Smart greenhouses face a number of issues that together create a unique challenge for the smart building industry. A complex environmental control and lighting landscape focused on the health and productivity of plant biology rather than human biology may be the most obvious but the most prohibitive is undoubtedly energy. The vast energy demands of growing plants indoors limits scalability, thereby holding back the industry growth, especially in this green and efficient energy era.

“These [horticultural facilities] have power densities that are equal to data centers, that of heavy manufacturing,” points out Damon Bosetti, technical manager of US lighting authority DLC. The energy-intensive lights used in major greenhouses means that even minor increases in size significantly raises the energy consumption of the whole facility, which would be financially challenging and likely face resistance, not least by the “green” cannabis community.

There is hope that a technical solution will emerge to tackle this issue, through smart-tech-enabled efficiency or via renewable energy generation - as discussed in the Plant-Centric Lighting section of our recent Human-Centric Lighting report.

In the northern US state of Michigan, one new cannabis company is constructing a 200,000-square-foot hybrid greenhouse, able to grow 50,000 plants, with the licensing option to increase that to 1.2 million square feet. Michigan Pure Med has secured 30 class-C grow licenses for the project and will utilize technology designed for large-scale data centers.

“It’s a data center with a glass roof,” said Michigan Pure Med CEO, Michael Elias. “It has the same level of environmental control but at a fraction of the cost because we use the sun.”

Sunlight will penetrate the glass building, which enables photosynthesis and warms the space by trapping reflected light. The facility will also utilize Michigan’s notoriously cold winter air to cool the facility when it gets too warm. Specially designed air handling units use outdoor air to cool down the interior air. The outdoor air never actually touches the indoor air, however, by using a transfer wheel cooling process adapted from smart data centers.

Though it may sound technical, it greatly reduces energy costs for the company according to David Yostos, co-founder of Michigan Pure Med and a former data center construction manager for Microsoft. “It’s mission critical for the plant to maintain a certain level of humidity and a certain environment,” Yostos said. “So the engineering is the same, just the reason is different.
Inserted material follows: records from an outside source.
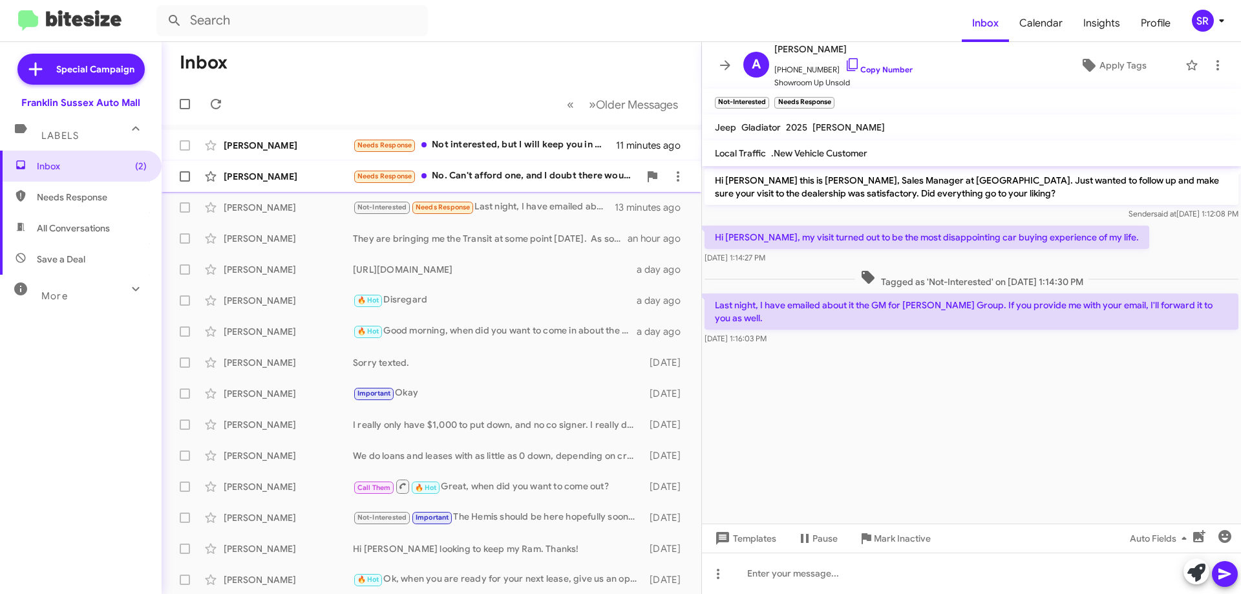 Image resolution: width=1241 pixels, height=594 pixels. Describe the element at coordinates (622, 104) in the screenshot. I see `nav: Page navigation example` at that location.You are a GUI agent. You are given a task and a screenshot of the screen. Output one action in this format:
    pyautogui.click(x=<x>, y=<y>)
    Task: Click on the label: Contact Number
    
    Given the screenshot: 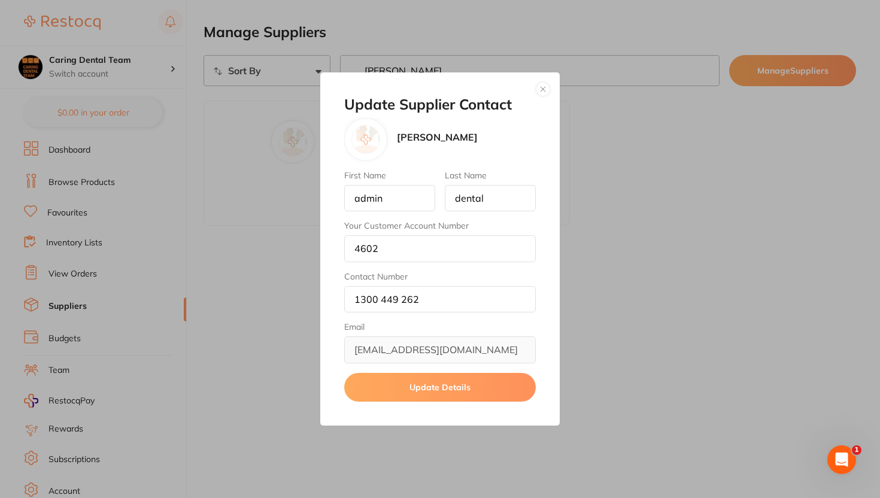 What is the action you would take?
    pyautogui.click(x=440, y=277)
    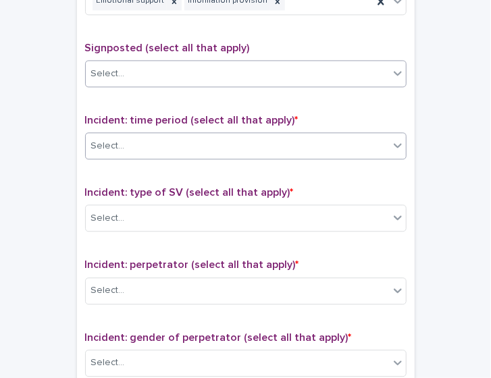 This screenshot has width=491, height=378. Describe the element at coordinates (192, 265) in the screenshot. I see `span: Incident: perpetrator (select all that apply)` at that location.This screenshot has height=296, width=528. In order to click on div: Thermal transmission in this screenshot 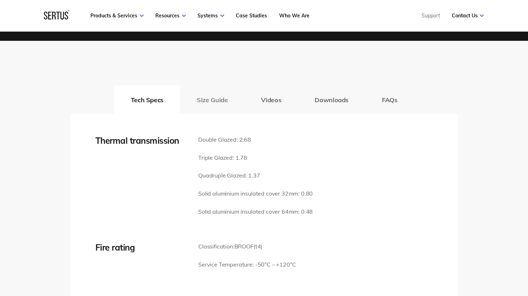, I will do `click(141, 140)`.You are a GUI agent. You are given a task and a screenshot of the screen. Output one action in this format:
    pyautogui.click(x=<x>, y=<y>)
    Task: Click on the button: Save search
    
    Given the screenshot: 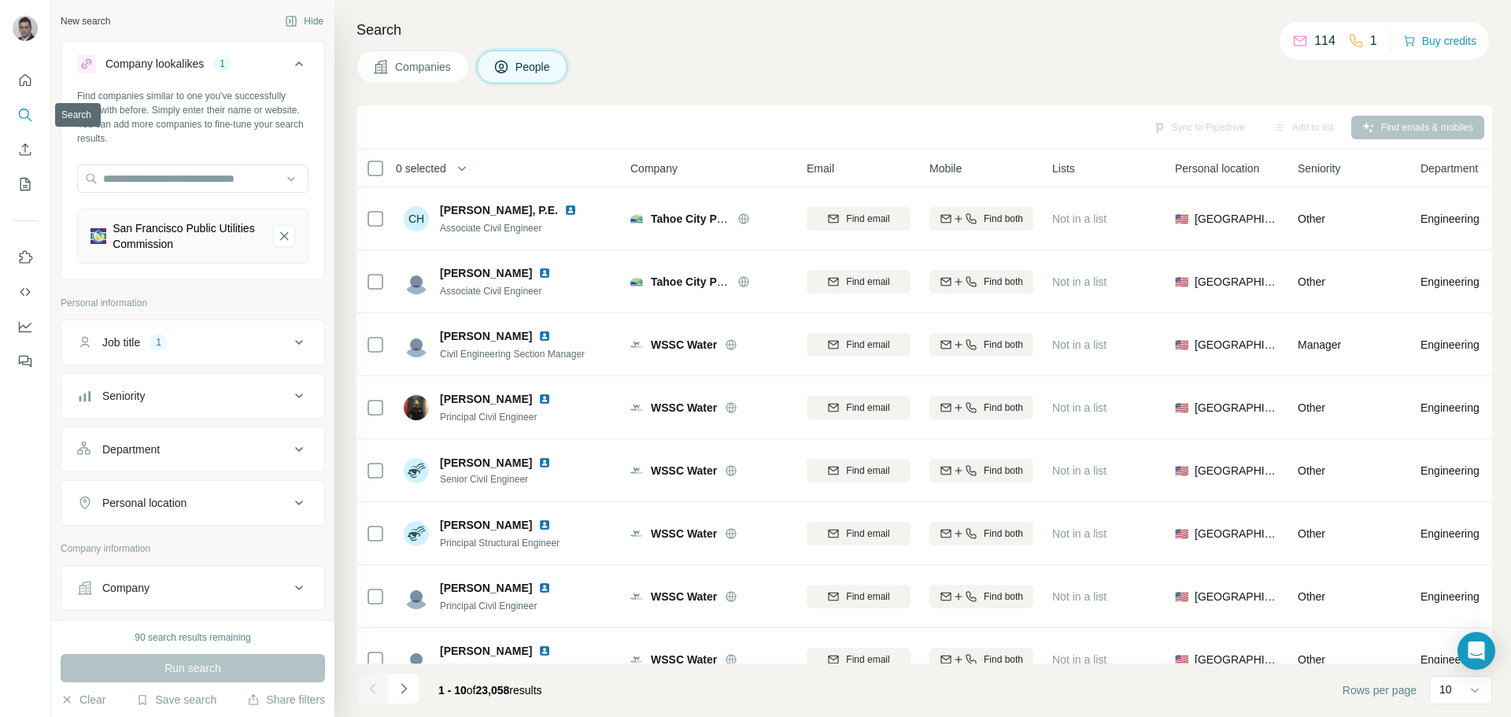 What is the action you would take?
    pyautogui.click(x=176, y=699)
You’re swapping computers for plants.”

In another, joint project, by Florida-based lighting firm Violet Gro, Massachusetts-based Harvard Innovation Lab-incubated analytics firm Greener, and California-based grow collective Manx Farms, the abilities of smart horticultural facilities are also being revolutionized. Violet Gro will work with Manx and Greener to monitor key performance indicators related to both the energy-efficiency of its grow lights and the quality and quantity of the product produced.
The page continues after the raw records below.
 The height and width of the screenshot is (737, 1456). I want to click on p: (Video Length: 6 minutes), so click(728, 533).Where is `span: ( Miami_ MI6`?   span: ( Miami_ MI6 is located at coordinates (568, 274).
“Through the integration of smart sensors and machine learning algorithms, our insights will help growers to reduce energy consumption and increase product yield, thereby increasing their profitability and, simultaneously, reducing the negative environmental effects that are endemic to today’s current growing techniques,” said Zander Sebenius, co-founder of Greener. “We have a unique opportunity to solve a myriad of critical issues in the indoor agriculture space from energy savings to improved conditions for growing healthy, vibrant plants,” said Terrance Berland, CEO of Violet Gro.

Cannabis is a fresh landscape for smart building innovation driven by a huge and rapidly growing market. By placing a higher focus on unique challenges, such as intricate environmental control in greenhouses and data-enabled plant-based success metrics. The advances in window, lighting, and cooling technologies promise to inspire new and improved systems for horticultural and agricultural facilities, data centers, as well as the wider smart building market.